“He has been too ill to read any mail for the last two days,” replied Eileen, “and, of course, I have not opened it.”

“Well, that explains why I haven’t heard from him!” the man exclaimed, with a sigh of relief. “Then I guess you will be interested to hear that Gaines is alive and well, but kept a close prisoner by some heathen Chinese in a house on a west side street in New York.”

“But how?—Why?—Did it happen the—the night he—came down here?” she ventured.

“I see you’re pretty well informed about the matter,” he remarked cautiously. “And if these others are equally so, I guess it’s safe for me to go on and give you a history of the thing.”

Eileen nodded, and he went on:

“Gaines and I used to know each other in England, years before he entered your grandfather’s service. In fact, we had been schoolmates together. Then I came over to this country and entered the detective service, and he went into another walk of life. But we kept in touch with each other by writing occasionally. A week or so ago I was astonished to receive a letter from him, written on all sorts of odds and ends of paper and in an envelope plainly manufactured by himself. It contained some very singular news.

“It gave me first the history of those letters and how anxious your grandfather was to keep hold of them. Then it told how he (Gaines) had taken the box down here that night and tried first to conceal it in the bungalow. But no place in the house seemed safe enough to him. He tried to dig up a brick in the fireplace and bury it there, but gave it up after he had broken his knife in the attempt. Then he had the inspiration to bury it in the sand somewhere outside, and he described where he did locate it, right by that log. If Gaines had known much about the tides here, he wouldn’t have thought that a very good scheme. He didn’t, though, and thought he’d found an excellent place. He then turned to walk back to the hotel, but hadn’t gone more than a mile (it was storming hard, if you remember) when a terrific blow on the back of the head knocked him senseless. He never knew another thing until he came to, after what must have been a number of days, to find himself a prisoner in a house he judged to be somewhere in New York. And from his description I’ve located it about west Sixty-first street.

“He appeared to be in the keeping of a Chinaman who dressed American fashion and spoke good English. He was told that he was a prisoner and that it was hopeless to try to communicate with any one until he had reported exactly where and how those letters had been concealed. He begged for a day or two to consider the matter and was granted it, but told that if he did not comply with their wishes he would disappear for good and no one would ever be the wiser.

“In the meantime, he managed to get together a few scraps of paper, and with the stub of a pencil he happened to have about him, he wrote this letter to me, describing the location of the letters and how he had hidden them in a bronze box wrapped in a burlap bag. He urged me to go and get them at once, and then, later, he could safely describe to his captors where he had hidden them. Perhaps you wonder how he expected to get this letter to me, since he was so carefully guarded. He said that he was on the third floor, front, of the house, near a corner where he could see a post-box. He happened to have a solitary stamp in his pocket, which he put on the letter. Then, at some hour when he thought his captors were busy elsewhere, he expected to attract the attention of some children playing in the street and offer to throw them some money if they would mail the letter in the nearby box. As I received the letter, no doubt his plan worked successfully. At any rate, I got it a week ago and started on the trail immediately.

“I landed out here one morning while it was still dark, and dug all around the spot mentioned, but couldn’t find a trace of the bag or box.”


DESCRIPTION OF THE TASK – The copy must match the data word for word and contain no pictures.

Items from a figure collection –
= = = = = = =

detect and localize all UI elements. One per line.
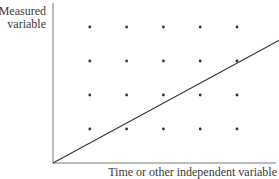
data-point (236, 128, 239, 131)
trend-line (53, 37, 279, 163)
data-point (125, 26, 128, 29)
data-point (236, 94, 239, 97)
data-point (199, 128, 202, 131)
data-point (88, 26, 91, 29)
data-point (236, 26, 239, 29)
data-point (199, 94, 202, 97)
data-point (199, 60, 202, 63)
data-point (162, 26, 165, 29)
data-point (162, 128, 165, 131)
y-axis-label-line2: variable (7, 17, 46, 31)
x-axis-label: Time or other independent variable (108, 165, 277, 179)
data-point (88, 94, 91, 97)
data-point (125, 94, 128, 97)
data-point (125, 128, 128, 131)
data-point (88, 60, 91, 63)
data-point (199, 26, 202, 29)
data-point (125, 60, 128, 63)
data-point (162, 60, 165, 63)
y-axis-label-line1: Measured (0, 4, 46, 18)
data-point (88, 128, 91, 131)
data-point (236, 60, 239, 63)
scatter-diagram: Measured variable Time or other independ… (0, 0, 279, 179)
data-point (162, 94, 165, 97)
data-points (88, 26, 238, 131)
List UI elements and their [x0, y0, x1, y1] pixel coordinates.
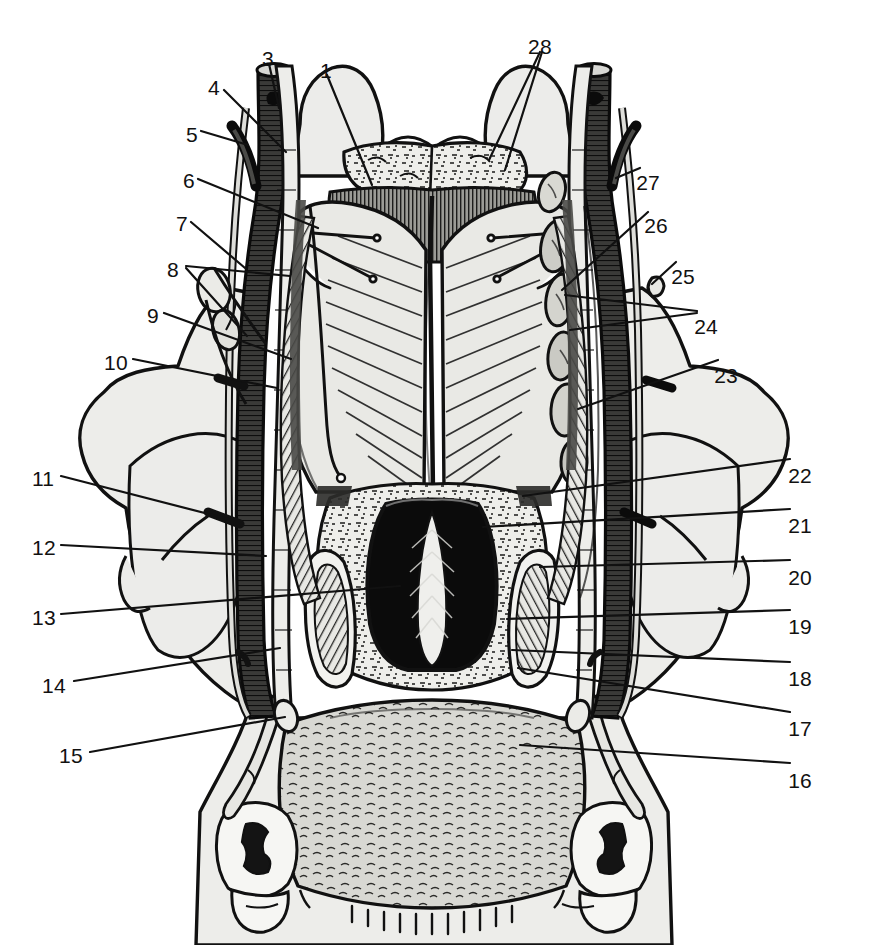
label-number-14: 14	[42, 675, 66, 696]
label-number-23: 23	[714, 365, 738, 386]
label-number-22: 22	[788, 465, 812, 486]
label-number-15: 15	[59, 745, 83, 766]
label-number-19: 19	[788, 616, 812, 637]
label-number-6: 6	[183, 170, 195, 191]
label-number-18: 18	[788, 668, 812, 689]
label-number-3: 3	[262, 48, 274, 69]
anatomy-illustration	[0, 0, 869, 945]
label-number-5: 5	[186, 124, 198, 145]
label-number-16: 16	[788, 770, 812, 791]
label-number-12: 12	[32, 537, 56, 558]
label-number-24: 24	[694, 316, 718, 337]
label-number-27: 27	[636, 172, 660, 193]
label-number-13: 13	[32, 607, 56, 628]
anatomical-plate: 1345678910111213141516171819202122232425…	[0, 0, 869, 945]
label-number-21: 21	[788, 515, 812, 536]
label-number-17: 17	[788, 718, 812, 739]
median-raphe	[430, 196, 433, 492]
label-number-25: 25	[671, 266, 695, 287]
label-number-10: 10	[104, 352, 128, 373]
label-number-7: 7	[176, 213, 188, 234]
label-number-20: 20	[788, 567, 812, 588]
label-number-28: 28	[528, 36, 552, 57]
label-number-4: 4	[208, 77, 220, 98]
label-number-26: 26	[644, 215, 668, 236]
label-number-8: 8	[167, 259, 179, 280]
label-number-1: 1	[320, 60, 332, 81]
label-number-9: 9	[147, 305, 159, 326]
label-number-11: 11	[32, 468, 54, 489]
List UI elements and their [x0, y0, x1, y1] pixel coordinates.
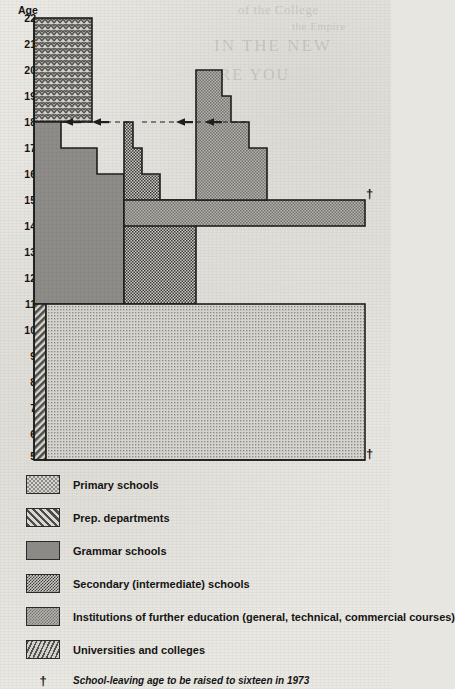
legend-label-prep-departments: Prep. departments	[73, 512, 170, 524]
legend-item-further-education[interactable]: Institutions of further education (gener…	[26, 607, 455, 626]
chart-legend: Primary schools Prep. departments Gramma…	[0, 470, 391, 689]
grammar-schools-swatch	[26, 541, 60, 560]
dagger-icon: †	[26, 673, 60, 688]
legend-item-grammar-schools[interactable]: Grammar schools	[26, 541, 167, 560]
series-primary-schools	[46, 304, 365, 460]
legend-item-universities[interactable]: Universities and colleges	[26, 640, 205, 659]
legend-item-secondary-schools[interactable]: Secondary (intermediate) schools	[26, 574, 250, 593]
series-prep-departments	[34, 304, 46, 460]
legend-label-secondary-schools: Secondary (intermediate) schools	[73, 578, 250, 590]
legend-label-primary-schools: Primary schools	[73, 479, 159, 491]
universities-swatch	[26, 640, 60, 659]
dagger-marker-age-15: †	[366, 186, 373, 201]
legend-item-prep-departments[interactable]: Prep. departments	[26, 508, 170, 527]
legend-footnote: † School-leaving age to be raised to six…	[26, 673, 309, 688]
legend-label-further-education: Institutions of further education (gener…	[73, 611, 455, 623]
secondary-schools-swatch	[26, 574, 60, 593]
education-age-chart: Age 22 21 20 19 18 17 16 15 14 13 12 11 …	[0, 0, 391, 470]
legend-label-grammar-schools: Grammar schools	[73, 545, 167, 557]
series-grammar-schools	[34, 122, 124, 304]
dagger-marker-age-5: †	[366, 446, 373, 461]
primary-schools-swatch	[26, 475, 60, 494]
series-institutions-of-further-education	[124, 70, 365, 226]
legend-footnote-text: School-leaving age to be raised to sixte…	[73, 675, 309, 686]
legend-item-primary-schools[interactable]: Primary schools	[26, 475, 159, 494]
further-education-swatch	[26, 607, 60, 626]
series-universities-and-colleges	[34, 18, 92, 122]
chart-svg	[0, 0, 391, 470]
legend-label-universities: Universities and colleges	[73, 644, 205, 656]
prep-departments-swatch	[26, 508, 60, 527]
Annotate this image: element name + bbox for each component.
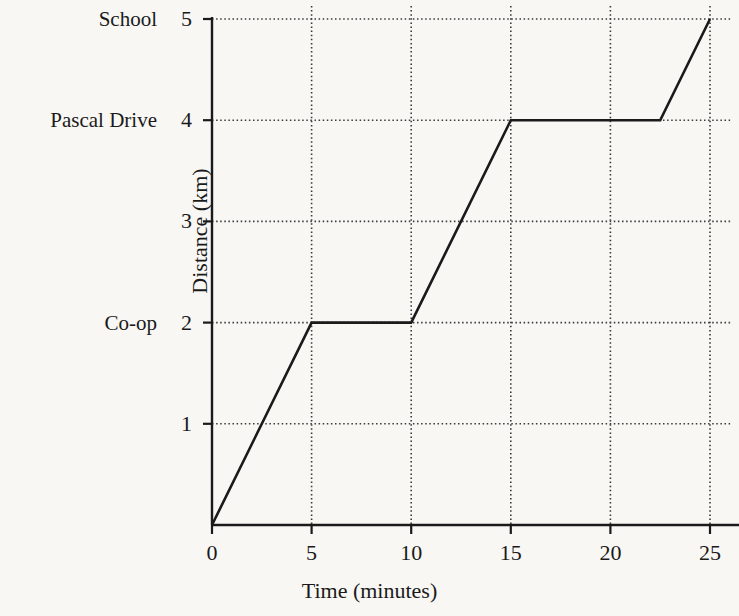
place-annotation-label: Co-op (105, 313, 158, 334)
x-axis-title: Time (minutes) (0, 578, 739, 604)
gridlines-horizontal (212, 19, 731, 424)
distance-time-chart: SchoolPascal DriveCo-op 12345 0510152025… (0, 0, 739, 616)
gridlines-vertical (312, 6, 710, 525)
x-tick-label: 25 (690, 542, 730, 564)
chart-plot-area (0, 0, 739, 616)
place-annotation-label: School (99, 9, 157, 30)
chart-axes (212, 17, 739, 525)
y-axis-title: Distance (km) (187, 131, 213, 331)
x-tick-label: 15 (491, 542, 531, 564)
x-tick-label: 5 (292, 542, 332, 564)
y-tick-label: 4 (166, 109, 192, 131)
y-tick-label: 1 (166, 413, 192, 435)
x-tick-label: 10 (391, 542, 431, 564)
place-annotation-label: Pascal Drive (50, 110, 157, 131)
x-tick-label: 0 (192, 542, 232, 564)
x-tick-label: 20 (590, 542, 630, 564)
y-tick-label: 5 (166, 8, 192, 30)
journey-line (212, 19, 710, 525)
chart-tick-marks (203, 19, 710, 534)
data-series-line (212, 19, 710, 525)
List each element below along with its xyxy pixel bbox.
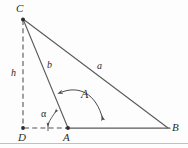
vertex-label-B: B [172, 122, 179, 133]
vertex-dot-D [21, 126, 25, 130]
side-label-b: b [47, 60, 52, 70]
geometry-figure: C D A B a b h A α [0, 0, 188, 148]
angle-label-A: A [81, 88, 88, 100]
vertex-label-D: D [18, 132, 26, 143]
angle-label-alpha: α [41, 109, 46, 119]
vertex-dot-C [21, 18, 25, 22]
figure-canvas [0, 0, 188, 148]
vertex-dot-A [66, 126, 70, 130]
vertex-label-A: A [63, 132, 70, 143]
vertex-label-C: C [16, 3, 23, 14]
angle-alpha-arrow [48, 110, 57, 124]
side-label-h: h [11, 68, 16, 78]
side-label-a: a [97, 61, 102, 71]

= = = = = = =

OUTPUT FOR THIS EXERCISE –
detect and localize all UI elements. One per line.
data-point (236, 128, 239, 131)
trend-line (53, 37, 279, 163)
data-point (125, 26, 128, 29)
data-point (236, 94, 239, 97)
data-point (199, 128, 202, 131)
data-point (88, 26, 91, 29)
data-point (236, 26, 239, 29)
data-point (199, 94, 202, 97)
data-point (199, 60, 202, 63)
data-point (162, 26, 165, 29)
data-point (162, 128, 165, 131)
y-axis-label-line2: variable (7, 17, 46, 31)
x-axis-label: Time or other independent variable (108, 165, 277, 179)
data-point (88, 94, 91, 97)
data-point (125, 94, 128, 97)
data-point (125, 128, 128, 131)
data-point (88, 60, 91, 63)
data-point (199, 26, 202, 29)
data-point (125, 60, 128, 63)
data-point (162, 60, 165, 63)
y-axis-label-line1: Measured (0, 4, 46, 18)
data-point (88, 128, 91, 131)
data-point (236, 60, 239, 63)
scatter-diagram: Measured variable Time or other independ… (0, 0, 279, 179)
data-point (162, 94, 165, 97)
data-points (88, 26, 238, 131)
List UI elements and their [x0, y0, x1, y1] pixel coordinates.
label-number-14: 14	[42, 675, 66, 696]
label-number-23: 23	[714, 365, 738, 386]
label-number-22: 22	[788, 465, 812, 486]
label-number-15: 15	[59, 745, 83, 766]
label-number-19: 19	[788, 616, 812, 637]
label-number-6: 6	[183, 170, 195, 191]
label-number-18: 18	[788, 668, 812, 689]
label-number-3: 3	[262, 48, 274, 69]
anatomy-illustration	[0, 0, 869, 945]
label-number-5: 5	[186, 124, 198, 145]
label-number-16: 16	[788, 770, 812, 791]
label-number-12: 12	[32, 537, 56, 558]
label-number-24: 24	[694, 316, 718, 337]
label-number-27: 27	[636, 172, 660, 193]
label-number-13: 13	[32, 607, 56, 628]
anatomical-plate: 1345678910111213141516171819202122232425…	[0, 0, 869, 945]
label-number-21: 21	[788, 515, 812, 536]
label-number-17: 17	[788, 718, 812, 739]
median-raphe	[430, 196, 433, 492]
label-number-25: 25	[671, 266, 695, 287]
label-number-10: 10	[104, 352, 128, 373]
label-number-7: 7	[176, 213, 188, 234]
label-number-20: 20	[788, 567, 812, 588]
label-number-28: 28	[528, 36, 552, 57]
label-number-4: 4	[208, 77, 220, 98]
label-number-26: 26	[644, 215, 668, 236]
label-number-8: 8	[167, 259, 179, 280]
label-number-1: 1	[320, 60, 332, 81]
label-number-9: 9	[147, 305, 159, 326]
label-number-11: 11	[32, 468, 54, 489]
List UI elements and their [x0, y0, x1, y1] pixel coordinates.
legend-label-prep-departments: Prep. departments	[73, 512, 170, 524]
legend-item-further-education[interactable]: Institutions of further education (gener…	[26, 607, 455, 626]
chart-legend: Primary schools Prep. departments Gramma…	[0, 470, 391, 689]
grammar-schools-swatch	[26, 541, 60, 560]
dagger-icon: †	[26, 673, 60, 688]
legend-item-grammar-schools[interactable]: Grammar schools	[26, 541, 167, 560]
series-primary-schools	[46, 304, 365, 460]
legend-item-universities[interactable]: Universities and colleges	[26, 640, 205, 659]
legend-item-secondary-schools[interactable]: Secondary (intermediate) schools	[26, 574, 250, 593]
series-prep-departments	[34, 304, 46, 460]
legend-label-secondary-schools: Secondary (intermediate) schools	[73, 578, 250, 590]
legend-label-primary-schools: Primary schools	[73, 479, 159, 491]
universities-swatch	[26, 640, 60, 659]
dagger-marker-age-15: †	[366, 186, 373, 201]
legend-item-prep-departments[interactable]: Prep. departments	[26, 508, 170, 527]
legend-footnote: † School-leaving age to be raised to six…	[26, 673, 309, 688]
legend-label-further-education: Institutions of further education (gener…	[73, 611, 455, 623]
secondary-schools-swatch	[26, 574, 60, 593]
education-age-chart: Age 22 21 20 19 18 17 16 15 14 13 12 11 …	[0, 0, 391, 470]
legend-label-grammar-schools: Grammar schools	[73, 545, 167, 557]
series-grammar-schools	[34, 122, 124, 304]
dagger-marker-age-5: †	[366, 446, 373, 461]
primary-schools-swatch	[26, 475, 60, 494]
series-institutions-of-further-education	[124, 70, 365, 226]
legend-footnote-text: School-leaving age to be raised to sixte…	[73, 675, 309, 686]
legend-item-primary-schools[interactable]: Primary schools	[26, 475, 159, 494]
further-education-swatch	[26, 607, 60, 626]
series-universities-and-colleges	[34, 18, 92, 122]
chart-svg	[0, 0, 391, 470]
legend-label-universities: Universities and colleges	[73, 644, 205, 656]
prep-departments-swatch	[26, 508, 60, 527]
Annotate this image: element name + bbox for each component.
place-annotation-label: Co-op (105, 313, 158, 334)
x-axis-title: Time (minutes) (0, 578, 739, 604)
gridlines-horizontal (212, 19, 731, 424)
distance-time-chart: SchoolPascal DriveCo-op 12345 0510152025… (0, 0, 739, 616)
gridlines-vertical (312, 6, 710, 525)
x-tick-label: 25 (690, 542, 730, 564)
chart-plot-area (0, 0, 739, 616)
place-annotation-label: School (99, 9, 157, 30)
chart-axes (212, 17, 739, 525)
y-axis-title: Distance (km) (187, 131, 213, 331)
x-tick-label: 15 (491, 542, 531, 564)
x-tick-label: 5 (292, 542, 332, 564)
y-tick-label: 4 (166, 109, 192, 131)
y-tick-label: 1 (166, 413, 192, 435)
x-tick-label: 10 (391, 542, 431, 564)
place-annotation-label: Pascal Drive (50, 110, 157, 131)
x-tick-label: 0 (192, 542, 232, 564)
x-tick-label: 20 (590, 542, 630, 564)
y-tick-label: 5 (166, 8, 192, 30)
journey-line (212, 19, 710, 525)
chart-tick-marks (203, 19, 710, 534)
data-series-line (212, 19, 710, 525)
List each element below along with its xyxy pixel bbox.
vertex-label-B: B [172, 122, 179, 133]
vertex-dot-D [21, 126, 25, 130]
side-label-b: b [47, 60, 52, 70]
geometry-figure: C D A B a b h A α [0, 0, 188, 148]
angle-label-A: A [81, 88, 88, 100]
vertex-label-D: D [18, 132, 26, 143]
angle-label-alpha: α [41, 109, 46, 119]
vertex-dot-C [21, 18, 25, 22]
figure-canvas [0, 0, 188, 148]
vertex-dot-A [66, 126, 70, 130]
vertex-label-A: A [63, 132, 70, 143]
vertex-label-C: C [16, 3, 23, 14]
angle-alpha-arrow [48, 110, 57, 124]
side-label-h: h [11, 68, 16, 78]
side-label-a: a [97, 61, 102, 71]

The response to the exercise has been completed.